Though this novel is quite different from the other books I have reviewed, which tend to belong to the fantasy genre, I nonetheless was intrigued to read it, because of three things: the bizarre cover, the awards it has won, and descriptions I had heard about its graphic depiction of violence.
Actually, fantasy readers might like this book because it is a fine work of genre fiction: that is to say, the Western. Westerns follow many of the romance conventions that inspire fantasy novels. Just as Sir Lancelot rides into castles, performs deeds for the king, wins fame and fortune, and rides out, back on his quest for the Holy Grail, Charlie and Eli Sisters, the protagonists of DeWitt’s novel, have multiple side-adventures.
Their quest is to fulfill their contract for the mysterious man named the Commodore, by murdering the prospector Hermann Kermit Warm. But then they begin to question the moral nature of their violent and dangerous job…
The adventures the two Sisters brothers may appear to be random, but in midst of the grit and melancholy of the Old West, little insights into the human condition surface, glowing like pieces of gold dust in a mighty California river.
The story focuses on the relationship between the two brothers Charlie and Eli. Charlie’s the taller and skinnier one, who loves a drink from the bottle, and he’s quicker on the trigger finger than his younger brother Eli. Eli is short and fat, but tries a vegetarian diet, caring for his half-blinded, pathetic horse Tub, much to his brother’s irritation. He’s also one of the only men in the Old West who brushes his teeth. He’s the one with the way for words, who tell the story through his first person perspective.
(Here I find myself describing another Don Quixote/Sancho Panza duo of assassins! Oddly enough, the two villains in Neil Gaiman’s Neverwhere are also two assassins with a similar character dynamic.)
Since critics often draw attention to the quality of the violence in the story, I had expected there to be more of it. Nonetheless, perhaps that made it easier to read. The style of violence is compared to Cormac McCarthy’s The Road. It is dryly understated, almost casual. Eli gives less attention to some scenes of violence than he does to a description of how he orders a salad. We learn that Charlie is not above threatening someone with his pistol to get what he wants, and I was left wondering several times about whether he would actually initiate a bloodbath, or just let the insults that had been hurled at him slide. I have experienced similar reactions watching Quentin Tarantino films. The violence is well written, but quite glory (a.k.a. not just employing sight, but smell and sound as well).
There are also chilling dialogue scenes, where the words of speech alone somehow convey great fear, or desperation. DeWitt is worth reading simply for the dialogue, and for the way he writes Eli’s thoughts with a sensitivity for eighteenth-century speech patterns. The two brothers’ speech is surprisingly formal, to the point where I thought it was almost like reading Tolkien’s dialogue in The Lord of the Rings, since it was at times so direct and simple.
This novel was my first Western, so if you haven’t been introduced to the genre, The Sisters Brothers may be a good place to start. Also, if you’re interested in finding out what all the buzz is about this American Western written by a Canadian, who won numerous awards for it, including the Rogers Writer’s Fiction Prize and the Governor General’s Literary Award (not to mention being a finalist for the Scotiabank Giller Prize and the Man Booker Prize), then read this book, by all means.
Also, if you are a fantasy novel reader and wish to get into a new genre, or if you just want to learn about the tropes of the classic Western, then look no further that The Sisters Brothers. Read a book outside your normal stomping grounds, and open a new frontier, as crazy as the Wild West.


Your objective
Return all entries precisely as they stand, without the images.
::::::::::
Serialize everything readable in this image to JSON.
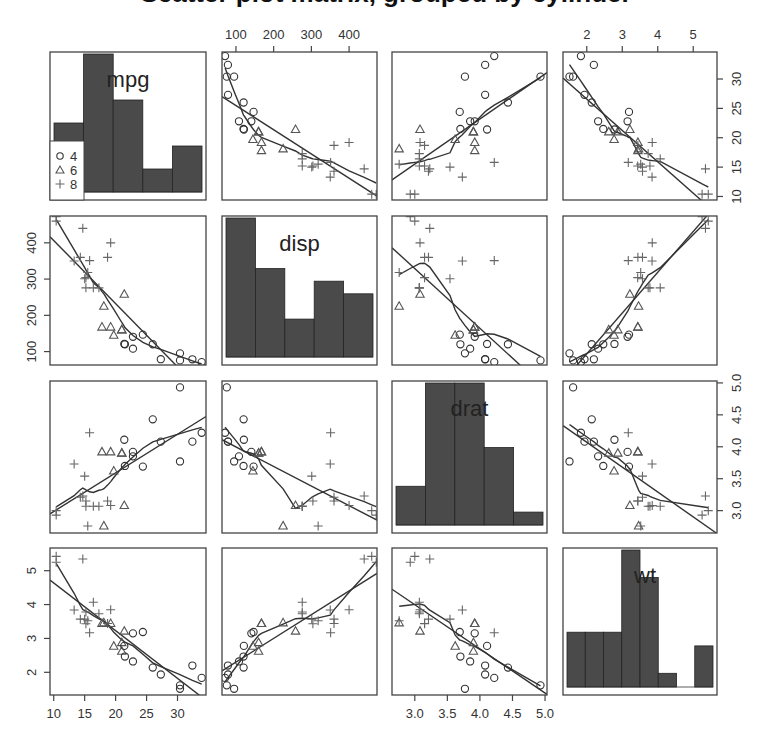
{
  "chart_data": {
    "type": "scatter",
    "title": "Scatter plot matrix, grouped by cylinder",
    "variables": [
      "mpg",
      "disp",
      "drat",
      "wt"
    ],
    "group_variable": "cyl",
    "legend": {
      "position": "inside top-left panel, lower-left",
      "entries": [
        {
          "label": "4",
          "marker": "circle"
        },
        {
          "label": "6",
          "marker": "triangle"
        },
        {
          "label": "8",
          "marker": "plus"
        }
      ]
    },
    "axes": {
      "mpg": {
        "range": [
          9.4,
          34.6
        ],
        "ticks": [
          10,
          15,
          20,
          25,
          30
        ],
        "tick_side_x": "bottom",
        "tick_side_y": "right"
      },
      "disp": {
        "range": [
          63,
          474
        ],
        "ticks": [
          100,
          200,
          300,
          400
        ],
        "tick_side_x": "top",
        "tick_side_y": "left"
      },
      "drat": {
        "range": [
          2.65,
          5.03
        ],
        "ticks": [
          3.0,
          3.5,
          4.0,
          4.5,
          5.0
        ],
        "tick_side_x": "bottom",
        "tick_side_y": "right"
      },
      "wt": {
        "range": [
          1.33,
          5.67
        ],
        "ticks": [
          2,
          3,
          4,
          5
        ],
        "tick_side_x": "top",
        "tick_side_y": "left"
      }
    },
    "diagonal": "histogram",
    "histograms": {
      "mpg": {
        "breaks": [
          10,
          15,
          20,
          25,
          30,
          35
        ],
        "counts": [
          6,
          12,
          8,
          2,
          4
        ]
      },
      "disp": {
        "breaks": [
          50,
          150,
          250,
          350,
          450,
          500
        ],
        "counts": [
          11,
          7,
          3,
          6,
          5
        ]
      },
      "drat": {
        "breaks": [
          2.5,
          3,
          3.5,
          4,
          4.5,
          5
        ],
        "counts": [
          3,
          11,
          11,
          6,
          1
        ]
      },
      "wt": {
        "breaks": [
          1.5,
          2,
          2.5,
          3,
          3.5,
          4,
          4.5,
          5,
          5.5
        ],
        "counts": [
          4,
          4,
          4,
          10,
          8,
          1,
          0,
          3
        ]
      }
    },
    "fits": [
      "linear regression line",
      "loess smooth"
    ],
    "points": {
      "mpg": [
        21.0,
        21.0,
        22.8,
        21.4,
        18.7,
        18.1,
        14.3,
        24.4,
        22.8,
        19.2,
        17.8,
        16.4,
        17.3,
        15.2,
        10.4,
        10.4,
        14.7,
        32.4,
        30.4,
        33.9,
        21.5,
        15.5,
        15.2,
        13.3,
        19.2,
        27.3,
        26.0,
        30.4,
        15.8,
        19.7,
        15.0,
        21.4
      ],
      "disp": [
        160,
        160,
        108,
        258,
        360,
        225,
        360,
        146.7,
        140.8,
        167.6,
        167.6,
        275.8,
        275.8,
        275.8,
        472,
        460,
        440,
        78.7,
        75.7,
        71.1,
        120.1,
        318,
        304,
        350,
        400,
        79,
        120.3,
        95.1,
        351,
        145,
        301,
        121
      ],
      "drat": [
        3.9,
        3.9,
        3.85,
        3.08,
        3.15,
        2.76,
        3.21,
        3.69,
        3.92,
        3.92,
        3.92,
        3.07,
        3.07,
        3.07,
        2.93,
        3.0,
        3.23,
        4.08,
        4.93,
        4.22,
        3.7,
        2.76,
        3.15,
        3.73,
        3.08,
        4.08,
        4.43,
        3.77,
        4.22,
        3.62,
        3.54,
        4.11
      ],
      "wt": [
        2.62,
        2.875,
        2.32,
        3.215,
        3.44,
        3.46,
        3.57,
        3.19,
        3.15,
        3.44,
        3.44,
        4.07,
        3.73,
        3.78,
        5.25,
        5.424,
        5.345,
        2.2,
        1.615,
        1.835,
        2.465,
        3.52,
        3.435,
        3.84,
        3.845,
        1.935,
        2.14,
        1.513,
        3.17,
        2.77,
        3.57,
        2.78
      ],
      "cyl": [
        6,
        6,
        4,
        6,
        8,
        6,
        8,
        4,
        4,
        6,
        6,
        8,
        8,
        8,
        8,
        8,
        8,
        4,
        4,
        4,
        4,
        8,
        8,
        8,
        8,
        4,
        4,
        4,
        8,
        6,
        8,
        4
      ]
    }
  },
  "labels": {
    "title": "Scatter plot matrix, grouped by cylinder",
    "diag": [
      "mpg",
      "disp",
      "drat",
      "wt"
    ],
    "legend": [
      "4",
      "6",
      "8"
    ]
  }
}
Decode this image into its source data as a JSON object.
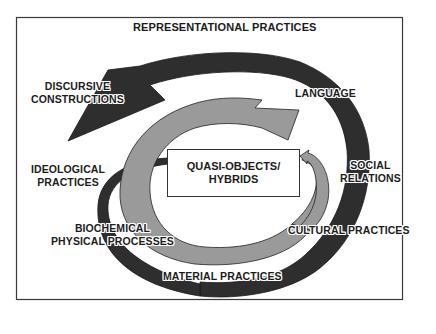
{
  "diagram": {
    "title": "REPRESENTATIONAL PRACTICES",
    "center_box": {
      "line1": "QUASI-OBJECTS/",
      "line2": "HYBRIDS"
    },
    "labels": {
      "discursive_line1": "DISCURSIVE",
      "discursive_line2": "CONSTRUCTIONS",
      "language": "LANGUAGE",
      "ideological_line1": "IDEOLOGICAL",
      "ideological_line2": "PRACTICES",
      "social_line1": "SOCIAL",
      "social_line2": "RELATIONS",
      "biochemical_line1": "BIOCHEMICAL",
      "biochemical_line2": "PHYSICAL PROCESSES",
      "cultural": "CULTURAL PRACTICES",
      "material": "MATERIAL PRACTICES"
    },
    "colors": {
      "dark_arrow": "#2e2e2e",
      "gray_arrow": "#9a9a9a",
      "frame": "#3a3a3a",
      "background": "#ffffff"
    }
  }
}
::::::::::
Exercise result
Serialize everything readable in this image to JSON.
{
  "chart_data": {
    "type": "scatter",
    "title": "Scatter plot matrix, grouped by cylinder",
    "variables": [
      "mpg",
      "disp",
      "drat",
      "wt"
    ],
    "group_variable": "cyl",
    "legend": {
      "position": "inside top-left panel, lower-left",
      "entries": [
        {
          "label": "4",
          "marker": "circle"
        },
        {
          "label": "6",
          "marker": "triangle"
        },
        {
          "label": "8",
          "marker": "plus"
        }
      ]
    },
    "axes": {
      "mpg": {
        "range": [
          9.4,
          34.6
        ],
        "ticks": [
          10,
          15,
          20,
          25,
          30
        ],
        "tick_side_x": "bottom",
        "tick_side_y": "right"
      },
      "disp": {
        "range": [
          63,
          474
        ],
        "ticks": [
          100,
          200,
          300,
          400
        ],
        "tick_side_x": "top",
        "tick_side_y": "left"
      },
      "drat": {
        "range": [
          2.65,
          5.03
        ],
        "ticks": [
          3.0,
          3.5,
          4.0,
          4.5,
          5.0
        ],
        "tick_side_x": "bottom",
        "tick_side_y": "right"
      },
      "wt": {
        "range": [
          1.33,
          5.67
        ],
        "ticks": [
          2,
          3,
          4,
          5
        ],
        "tick_side_x": "top",
        "tick_side_y": "left"
      }
    },
    "diagonal": "histogram",
    "histograms": {
      "mpg": {
        "breaks": [
          10,
          15,
          20,
          25,
          30,
          35
        ],
        "counts": [
          6,
          12,
          8,
          2,
          4
        ]
      },
      "disp": {
        "breaks": [
          50,
          150,
          250,
          350,
          450,
          500
        ],
        "counts": [
          11,
          7,
          3,
          6,
          5
        ]
      },
      "drat": {
        "breaks": [
          2.5,
          3,
          3.5,
          4,
          4.5,
          5
        ],
        "counts": [
          3,
          11,
          11,
          6,
          1
        ]
      },
      "wt": {
        "breaks": [
          1.5,
          2,
          2.5,
          3,
          3.5,
          4,
          4.5,
          5,
          5.5
        ],
        "counts": [
          4,
          4,
          4,
          10,
          8,
          1,
          0,
          3
        ]
      }
    },
    "fits": [
      "linear regression line",
      "loess smooth"
    ],
    "points": {
      "mpg": [
        21.0,
        21.0,
        22.8,
        21.4,
        18.7,
        18.1,
        14.3,
        24.4,
        22.8,
        19.2,
        17.8,
        16.4,
        17.3,
        15.2,
        10.4,
        10.4,
        14.7,
        32.4,
        30.4,
        33.9,
        21.5,
        15.5,
        15.2,
        13.3,
        19.2,
        27.3,
        26.0,
        30.4,
        15.8,
        19.7,
        15.0,
        21.4
      ],
      "disp": [
        160,
        160,
        108,
        258,
        360,
        225,
        360,
        146.7,
        140.8,
        167.6,
        167.6,
        275.8,
        275.8,
        275.8,
        472,
        460,
        440,
        78.7,
        75.7,
        71.1,
        120.1,
        318,
        304,
        350,
        400,
        79,
        120.3,
        95.1,
        351,
        145,
        301,
        121
      ],
      "drat": [
        3.9,
        3.9,
        3.85,
        3.08,
        3.15,
        2.76,
        3.21,
        3.69,
        3.92,
        3.92,
        3.92,
        3.07,
        3.07,
        3.07,
        2.93,
        3.0,
        3.23,
        4.08,
        4.93,
        4.22,
        3.7,
        2.76,
        3.15,
        3.73,
        3.08,
        4.08,
        4.43,
        3.77,
        4.22,
        3.62,
        3.54,
        4.11
      ],
      "wt": [
        2.62,
        2.875,
        2.32,
        3.215,
        3.44,
        3.46,
        3.57,
        3.19,
        3.15,
        3.44,
        3.44,
        4.07,
        3.73,
        3.78,
        5.25,
        5.424,
        5.345,
        2.2,
        1.615,
        1.835,
        2.465,
        3.52,
        3.435,
        3.84,
        3.845,
        1.935,
        2.14,
        1.513,
        3.17,
        2.77,
        3.57,
        2.78
      ],
      "cyl": [
        6,
        6,
        4,
        6,
        8,
        6,
        8,
        4,
        4,
        6,
        6,
        8,
        8,
        8,
        8,
        8,
        8,
        4,
        4,
        4,
        4,
        8,
        8,
        8,
        8,
        4,
        4,
        4,
        8,
        6,
        8,
        4
      ]
    }
  },
  "labels": {
    "title": "Scatter plot matrix, grouped by cylinder",
    "diag": [
      "mpg",
      "disp",
      "drat",
      "wt"
    ],
    "legend": [
      "4",
      "6",
      "8"
    ]
  }
}
Decode this image into its source data as a JSON object.
{
  "diagram": {
    "title": "REPRESENTATIONAL PRACTICES",
    "center_box": {
      "line1": "QUASI-OBJECTS/",
      "line2": "HYBRIDS"
    },
    "labels": {
      "discursive_line1": "DISCURSIVE",
      "discursive_line2": "CONSTRUCTIONS",
      "language": "LANGUAGE",
      "ideological_line1": "IDEOLOGICAL",
      "ideological_line2": "PRACTICES",
      "social_line1": "SOCIAL",
      "social_line2": "RELATIONS",
      "biochemical_line1": "BIOCHEMICAL",
      "biochemical_line2": "PHYSICAL PROCESSES",
      "cultural": "CULTURAL PRACTICES",
      "material": "MATERIAL PRACTICES"
    },
    "colors": {
      "dark_arrow": "#2e2e2e",
      "gray_arrow": "#9a9a9a",
      "frame": "#3a3a3a",
      "background": "#ffffff"
    }
  }
}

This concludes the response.